Once again, Melburnians sleeping rough are in the news. Amongst the cries for action in response to confronting levels of visible homelessness is a call for tougher law enforcement and stronger move-on powers.

On Friday morning, we heard that the City of Melbourne is considering a new bylaw to make it an offence to sleep on the city's streets after Victoria's Police Commissioner indicated police don't have powers to respond to people sleeping rough outside Flinders Street.

Until now, Victoria Police and the City of Melbourne had provided sensible reminders that use of enforcement and move-on powers won't fix the problem, it will just shift it. Earlier this week, the Lord Mayor said: "There are cities around the world where they simply bundle homeless people up and ship them out... I'd hate to think that we were ever that sort of city."

He was right to say this, and should stick to that principle. To do otherwise would take Melbourne down an embarrassing, regressive path that is doomed to fail.

As cities around the world grapple with homelessness, we must learn from them in terms of what works and what clearly doesn't. Other cities have gone down this well-worn path of criminalisation. It is tempting. It placates an aggressive media and an uncomfortable public. It ostensibly presents a quick fix. Tourists will make their way to Rod Laver Arena without being exposed to the embarrassing reality of homelessness in Melbourne. But the problem will still be here long after the trophies have been claimed.

When the police indicate that they are powerless, it's not technically true from a legal perspective. There are options for law enforcement to respond to people carrying out their private lives in public places. In response to conduct such as begging or public drunkenness, they can use existing laws to bring people before an already overwhelmed court system or to impose fines they can't pay and, in some cases, to put them in jail at a cost of about $100,000 per year. People can be moved on for breaching the peace, endangering another person or for behaviour that is a risk to public safety.

We can continue to push police to rely on these tools. In doing so, we can push homeless people to the edges of the city or into our suburbs. We can move them further from services and support, both geographically and psychologically. We can add another layer of hardship and complexity to already difficult lives. We can clog up our courts and burden our police.

What police can't do for us is solve homelessness.

We have 22,000 people experiencing homelessness in Victoria and 33,000 people on the waiting list for public housing. The City of Melbourne has seen a 74 percent increase in people sleeping rough since 2014 and at last count it was 247 people. This is just the tip of the iceberg in terms of homelessness.

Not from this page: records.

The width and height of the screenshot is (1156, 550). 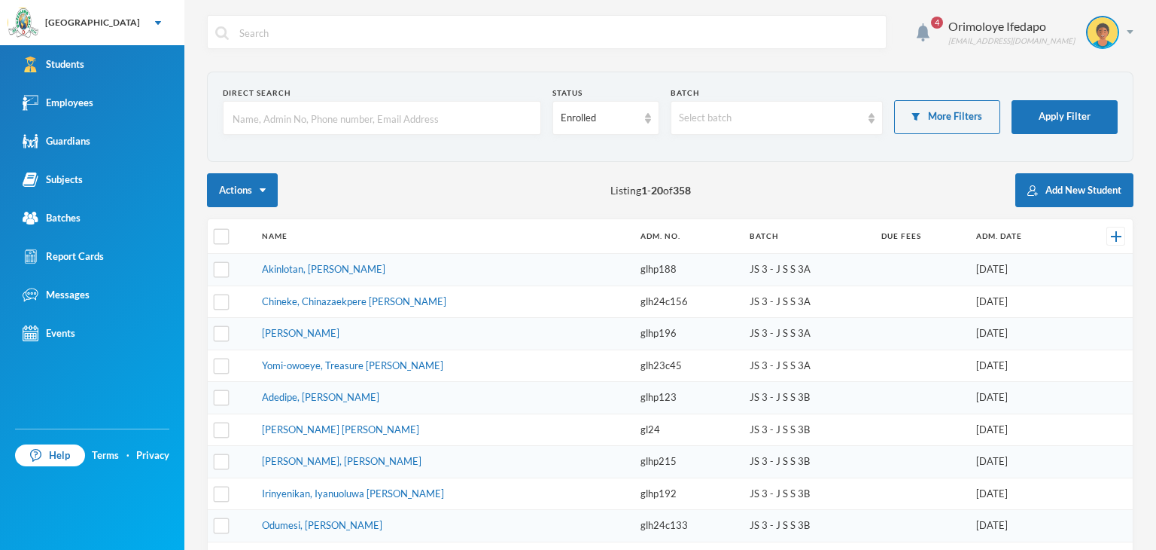 I want to click on b: 358, so click(x=682, y=190).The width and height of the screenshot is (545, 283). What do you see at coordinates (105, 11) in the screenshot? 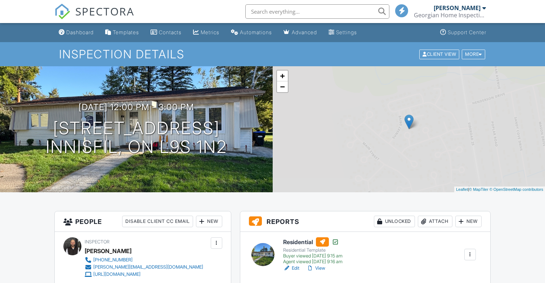
I see `span: SPECTORA` at bounding box center [105, 11].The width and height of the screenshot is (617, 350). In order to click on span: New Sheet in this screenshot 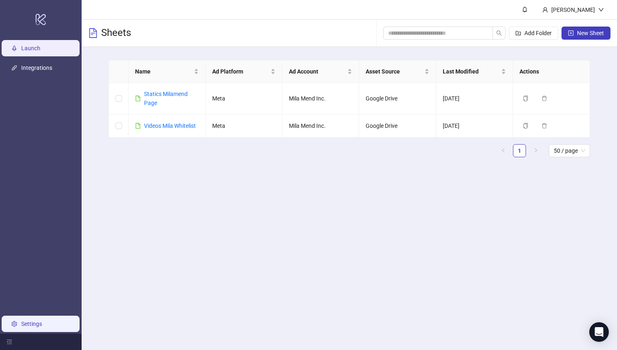, I will do `click(590, 33)`.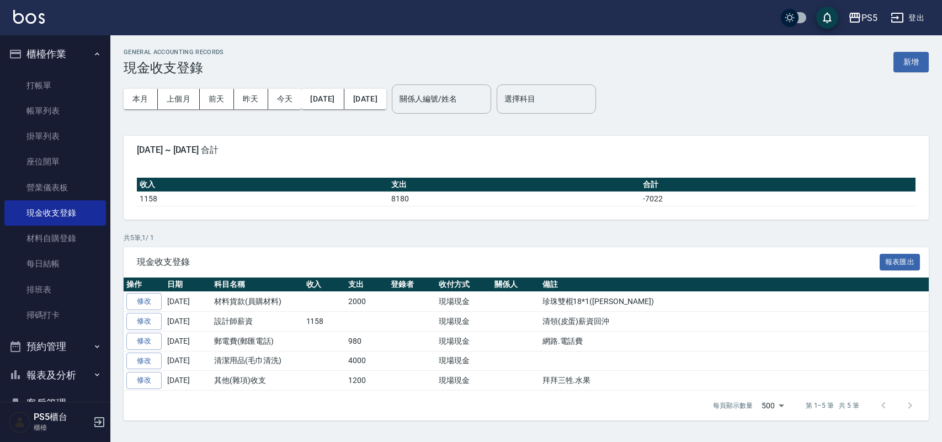 Image resolution: width=942 pixels, height=442 pixels. I want to click on img: Person, so click(20, 422). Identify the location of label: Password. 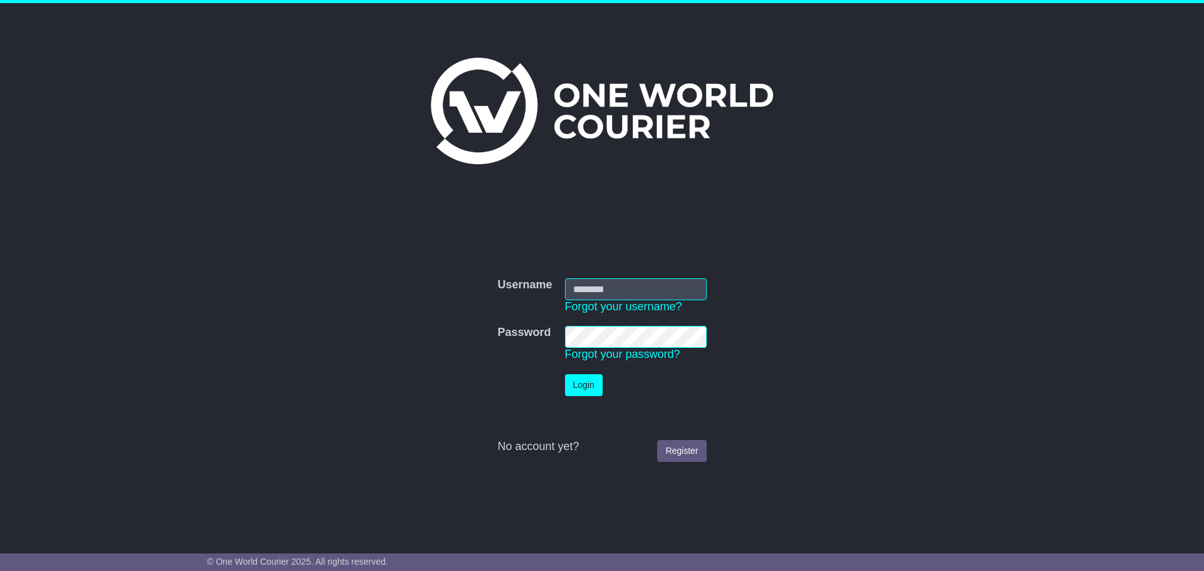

Victorians sleeping on our streets are our most visible members of the homeless community, but there are thousands of others sleeping in cars, in crisis accommodation or on other people's couches.

While quick fixes that remove the very uncomfortable reality of homelessness may be tempting, we need to let go of the idea that they have any hope of working.

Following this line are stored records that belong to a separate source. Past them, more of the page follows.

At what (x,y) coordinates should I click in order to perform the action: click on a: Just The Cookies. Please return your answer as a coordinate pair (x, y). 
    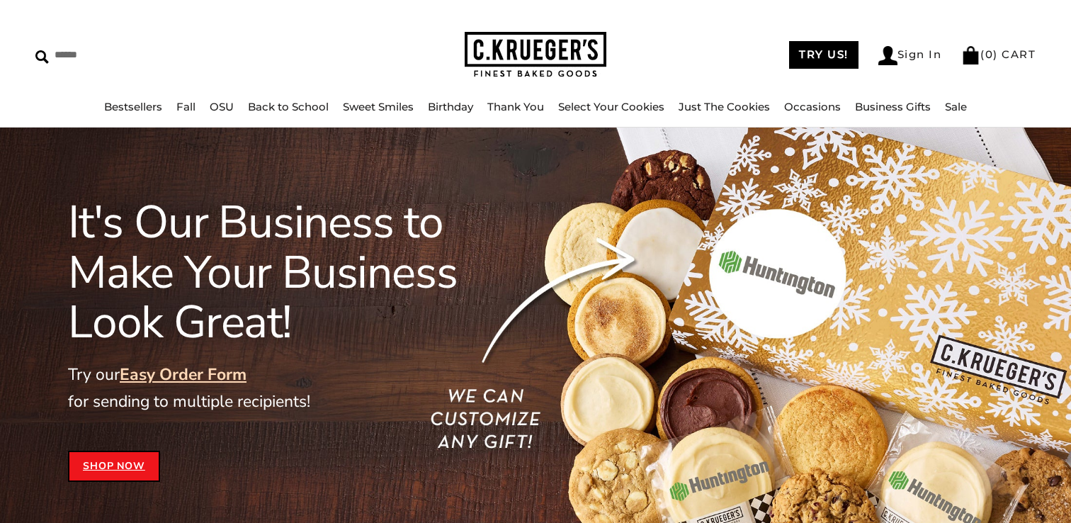
    Looking at the image, I should click on (724, 106). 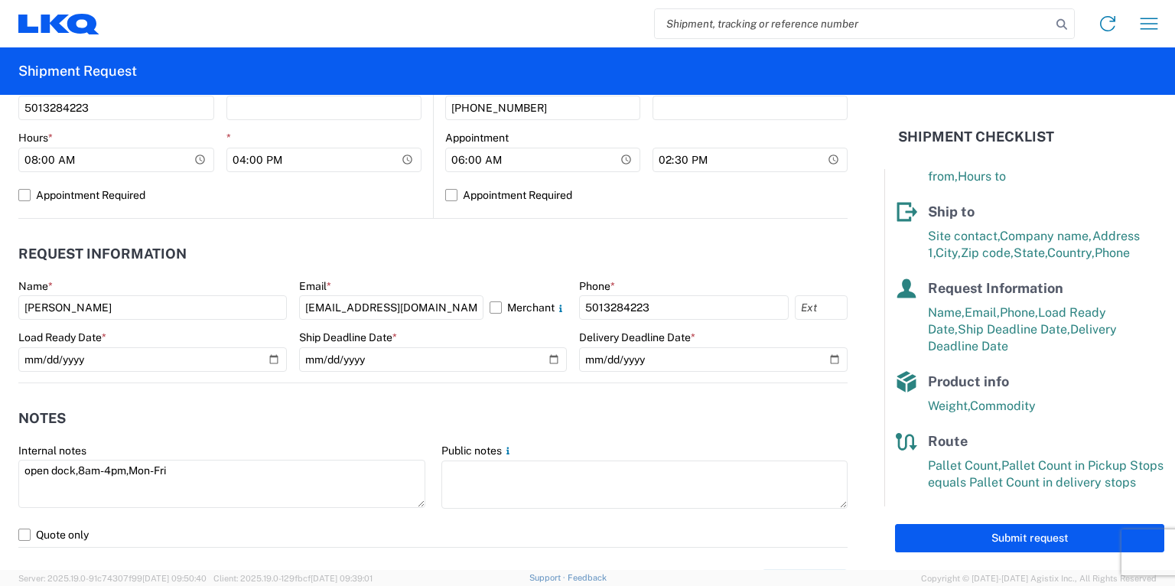 I want to click on label: Name, so click(x=35, y=286).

Every year, we provide free legal help to about 100 people dealing with fines and charges for conduct directly related to being homeless, including public drunkenness, begging and not having a ticket on the train or tram. A recent client had over $15,000 in fines for being drunk in public (each one is over $600). He was homeless and battling chronic alcohol dependence. He went to court over 10 times before the fines were dealt with and he could focus on his housing and rehabilitation.

While quick fixes that remove the very uncomfortable reality of homelessness may be tempting, we need to let go of the idea that they have any hope of working.

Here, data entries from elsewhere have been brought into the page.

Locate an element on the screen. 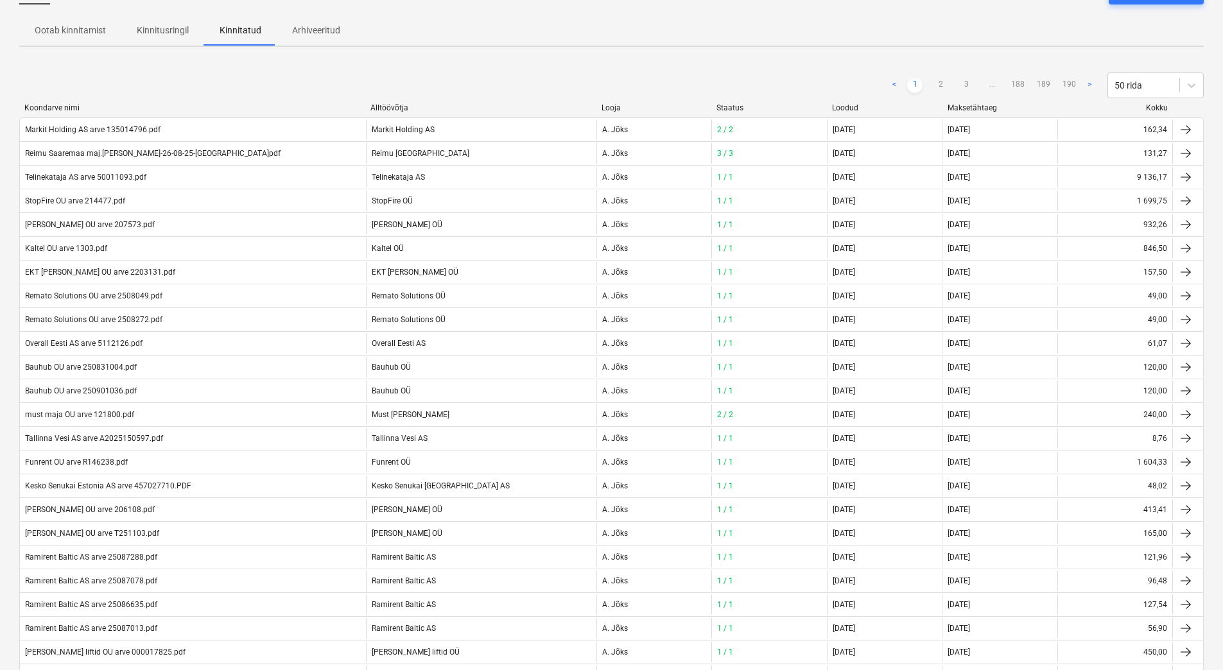  div: Telinekataja AS arve 50011093.pdf is located at coordinates (85, 177).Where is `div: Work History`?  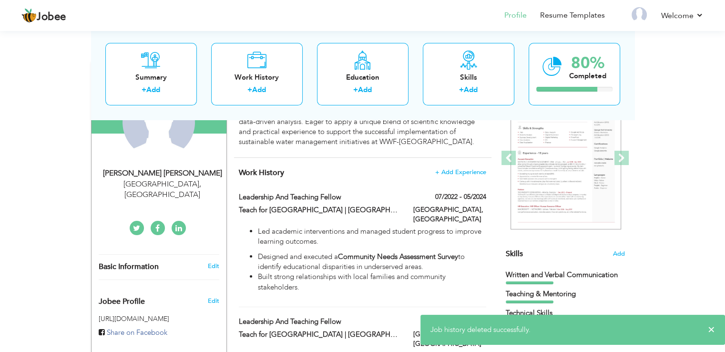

On a visit to Los Angeles in 2013 as part of a research fellowship on homelessness and regulating public space, I saw a city that had gone down this enticing law enforcement path. I heard about a woman, Annie, who had been charged 60 times for sitting on the same corner. She had recently been released from jail after being sentenced for that offending and had moved to the corner across the road. She was homeless and dealing with a mental illness. In LA, despite their devotion to moving people on and charging them for sitting or sleeping on the sidewalk, they had 5000 people sleeping in a 50 block area.

Law enforcement wasn't the answer for them and it won't be the answer for us.

Victoria can do better than a knee-jerk, short-sighted response to homelessness and poverty. We can invest in long-term housing with supports. Until we do, homelessness and the Victorians experiencing it won't be moved on and we can't arrest our way out of this crisis.